Need a quick 10 minute full body workout give this a try. Thanks Lisa for making this for BioStim readers.
Category: Uncategorized
Do we control plants or do they control us?
Michael Pollan (famous for The Omnivore’s Dilemma book) takes us on a exploration of the human relationship with the plant world, seen from the plants’ point of view.
Whole Foods John Mackey on Conscious Capitalism
John Mackey the CEO of Whole Foods. “I think the critics of capitalism have got it in this very small box – that it’s all about money, And yet, I haven’t found it be that way. I’ve known hundreds of entrepreneurs and with very few exceptions most of them did not start their businesses primarily to make money.”
Businesses are at their best when reaching for a higher purpose that ranges far beyond any simplistic notions of the profit motive or self-interest. There are organic businesses in Australia that don’t have a higher purpose they just won’t the scam and profit from consumers to make a quick buck. We need to look at the higher purpose instead on how to make money.
Milton on Donahue – Greed and Freedom
One of the best interviews where Milton Friedman’s ideas are really questioned.
Feed 10 Billion People by 2100 – Agriculture Needs You
Interesting to see how the number of babies per woman has been decreasing all over the world even in the 3rd world. 80% of countries now only have about 2 children per woman no matter their income levels. High infant mortality means higher birth rates. We have to plan to feed 10 billion people by 2100 not 16 billion that some people mention.
Reregulation of Wheat Exports
Tony Windsor is pushing for the reregulation of aspects of the wheat export market to give farmers so called greater protection. Deregulation hasn’t been around for that long and maybe it needs a bit more time to settle. I think a better option is how do we get more grain handlers into the market to drive competition? What do you think?
50 Years Since Rachel Carson’s Silent Spring
Some good points especially the forcing of spraying DDT on private property for the “public good” that Rachel Carson brought up. Some things haven’t worked though eg. we shouldn’t force other countries to adopt our regulations as we have no idea of all their circumstances. Precautionary principle can be dangerous with unintended consequences especially in 3rd world economies.
Fertiliser Company Scotts Miracle-Gro Fined $12.5 Million For Poisoning Wild Birds

The fertiliser company pled guilty to “illegally applying insecticides to its wild bird food products that are toxic to birds, falsifying pesticide registration documents, distributing pesticides with misleading and unapproved labels and distributing unregistered pesticides” in February 2012.
The insecticides added to Scotts wild bird food products were Actellic 5E and Storcide II, but these were prohibited by the EPA.
Putting this chemical in the food was to keep microbes from eating the food before the birds could.
Clover: The pasture additive that just keeps producing results
The latest trials conducted by Wageningen University and Lancaster have shown the beneficial relationship between clover and grass often leads to a richer harvest.

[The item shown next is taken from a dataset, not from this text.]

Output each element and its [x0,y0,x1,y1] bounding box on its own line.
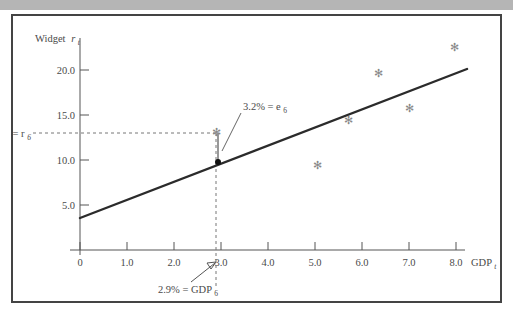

It is hardly ground breaking news but they showed that clover plants and grasses transport carbon into the ground more quickly and produce increases biomass if both plant species grow close to each other rather than surrounded by plants of the same species.
Also, when the crops grow together the researchers also found higher levels of both carbon and nitrogen, which is the main food source. The findings which were published in PlosONE show that mixed cropping, in nitrogen-fixing plants and their neighbours results in an improvement in weight and quality for the plants involved.
Clover species live collectively with root inhabiting bacteria that remove nitrogen from the air and make it available to the plants. Non-nitrogen-fixing neighbouring plants benefit as well because nitrogen in clover is released into the soil due via the roots. This relatinoship has been known about for a long time but the question researchers wanted to know, was whether it was reciprocated.
The researcher therefore discovered that there was mutuality benefit between plants fix nitrogen and those that do not. This results in these particular plant species producing a higher yield of mixed crops in comparison to plants from monocultures. Additionally, the plant communities lost less carbon through plant and soil respiration if they were composed of plant species mixtures both compared to when the plant species were cultivated in a monoculture.
The research showed that White Clover in particular rapidly transported the carbon it has absorbed during the day to underground plant parts- but only if it grew in the surrounding of different species. If this was the case then transport was three times quicker and surrounding plants can absorb it faster.
Sources:
Increased plant carbon translocation linked to over-yielding in grassland species mixtures. by Gerlinde De Deyn, Helen Quirk, Simon Oakley, Richard Bardgett & Nick Ostle. PlosONE 25 September 2012.